Capitalizing on innovation
Greatbatch and Lake Region Medical each had histories of innovation dating back to the founding story of Medtronic, the world’s largest medical device OEM.Joseph Fleischhacker Sr. made fishing lures when he started Lake Region in the 1940s as a backyard side business outside Minneapolis; his connections with Medtronic co-founder Earl Bakken had him making all of Medtronic’s pacemaker leads by the 1960s, according to a 2014 article in the Star Tribune of Minneapolis. Medtronic got into the implantable pacemaker business in the early ‘60s after Bakken’s brother-in-law and co-founder Palmer Hermundslie flew his own airplane to Buffalo to meet with electrical engineer Wilson Greatbatch and Dr. William Chardack. Hermundslie negotiated Medtronic’s exclusive rights to produce and market the Chardack-Greatbatch implantable pulse generator; Greatbatch launched his own venture in 1970 to produce cutting-edge pacemaker batteries.
Fast-forward about 50 years, and the combined Integer has the capability to be a major partner with OEMs developing some of the newest and most exciting innovations in the medical device space.
Take transcatheter heart valves as an example. Analysts predict transcatheter aortic valve replacement technologies will be a $5 billion market by the 2020s, and medical device companies are spending hundreds of millions of dollars to acquire transcatheter mitral valve replacement technology. For Integer, that’s an opportunity to unite Lake Region’s expertise in components and delivery guidewires with Greatbatch’s molding, catheter delivery system and steerable sheath capability.
“In effect, we now can basically develop and manufacture a full structural heart delivery system,” said COO Jeremy Friedman.
Another hot medical device area is neuromodulation – using pacemaker technology on the brain and nervous system to treat conditions ranging from Parkinson’s to back pain to obesity. Lake Region was focused on components and sub-assemblies such as headers, connectors, coils and cables; Greatbatch specialized in a different set of components and sub-assemblies, including batteries, enclosures, feedthroughs, shield assembly and leads – not to mention full systems.
“When we’re thinking about spinal cord stimulation or deep brain stimulation, again we can develop and manufacture the full system to the customer’s specifications, with required components and subassembly vertically integrated,” Friedman explained.
And, he added, Integer’s advanced surgical and orthopedics business can also play in another medical device field with a lot of buzz: robot-assisted surgery.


=== Exercise ===
From the records below, please return each line that holds the word "curve".

=== Data records ===

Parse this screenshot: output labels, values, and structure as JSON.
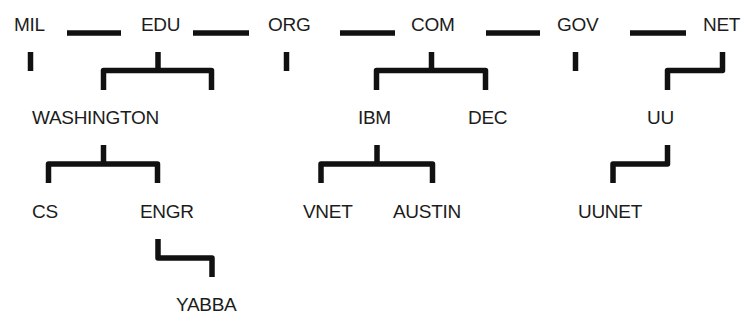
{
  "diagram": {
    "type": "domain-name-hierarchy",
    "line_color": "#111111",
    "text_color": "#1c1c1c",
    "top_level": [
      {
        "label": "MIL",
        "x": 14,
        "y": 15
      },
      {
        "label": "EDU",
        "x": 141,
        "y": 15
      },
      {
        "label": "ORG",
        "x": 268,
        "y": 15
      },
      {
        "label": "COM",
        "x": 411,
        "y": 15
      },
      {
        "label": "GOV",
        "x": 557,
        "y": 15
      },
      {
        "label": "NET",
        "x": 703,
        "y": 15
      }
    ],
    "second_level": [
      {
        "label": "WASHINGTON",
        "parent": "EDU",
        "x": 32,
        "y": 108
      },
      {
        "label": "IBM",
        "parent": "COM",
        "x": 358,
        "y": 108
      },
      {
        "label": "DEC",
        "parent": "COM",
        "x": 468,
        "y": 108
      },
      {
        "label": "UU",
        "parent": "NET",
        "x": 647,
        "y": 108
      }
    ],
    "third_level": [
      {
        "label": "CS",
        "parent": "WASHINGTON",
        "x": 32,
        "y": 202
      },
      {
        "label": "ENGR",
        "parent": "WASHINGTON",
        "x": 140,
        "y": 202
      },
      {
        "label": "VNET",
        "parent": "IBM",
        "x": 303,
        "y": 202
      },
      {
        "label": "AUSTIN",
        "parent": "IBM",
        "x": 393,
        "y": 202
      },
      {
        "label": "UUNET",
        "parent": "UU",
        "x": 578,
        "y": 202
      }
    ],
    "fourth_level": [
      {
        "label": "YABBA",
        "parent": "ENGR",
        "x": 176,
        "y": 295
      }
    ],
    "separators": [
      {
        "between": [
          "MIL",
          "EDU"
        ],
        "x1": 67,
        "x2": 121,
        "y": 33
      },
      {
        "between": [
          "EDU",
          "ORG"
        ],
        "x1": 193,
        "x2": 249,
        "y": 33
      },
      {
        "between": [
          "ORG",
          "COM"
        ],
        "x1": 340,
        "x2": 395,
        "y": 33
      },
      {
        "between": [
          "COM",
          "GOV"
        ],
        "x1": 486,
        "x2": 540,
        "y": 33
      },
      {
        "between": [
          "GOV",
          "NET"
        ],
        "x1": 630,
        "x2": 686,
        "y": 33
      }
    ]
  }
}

...

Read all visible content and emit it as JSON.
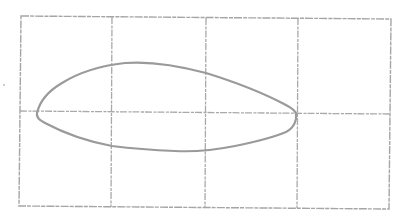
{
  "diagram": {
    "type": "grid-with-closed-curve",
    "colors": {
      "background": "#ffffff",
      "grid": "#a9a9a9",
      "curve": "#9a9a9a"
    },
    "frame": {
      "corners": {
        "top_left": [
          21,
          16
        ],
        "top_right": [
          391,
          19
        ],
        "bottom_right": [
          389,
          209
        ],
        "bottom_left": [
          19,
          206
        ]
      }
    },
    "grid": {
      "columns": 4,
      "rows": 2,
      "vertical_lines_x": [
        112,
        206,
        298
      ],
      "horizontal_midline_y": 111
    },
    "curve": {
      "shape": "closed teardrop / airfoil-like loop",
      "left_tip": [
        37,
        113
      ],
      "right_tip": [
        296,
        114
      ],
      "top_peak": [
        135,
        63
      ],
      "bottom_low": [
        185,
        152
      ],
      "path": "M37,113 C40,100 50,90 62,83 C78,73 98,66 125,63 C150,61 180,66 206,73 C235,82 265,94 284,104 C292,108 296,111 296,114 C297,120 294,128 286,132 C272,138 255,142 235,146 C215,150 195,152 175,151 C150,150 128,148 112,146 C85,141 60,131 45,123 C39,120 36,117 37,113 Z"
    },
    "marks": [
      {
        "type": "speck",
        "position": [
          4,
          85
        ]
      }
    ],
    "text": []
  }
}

=== Output ===
    "type": "grid-with-closed-curve",
      "curve": "#9a9a9a"
    "curve": {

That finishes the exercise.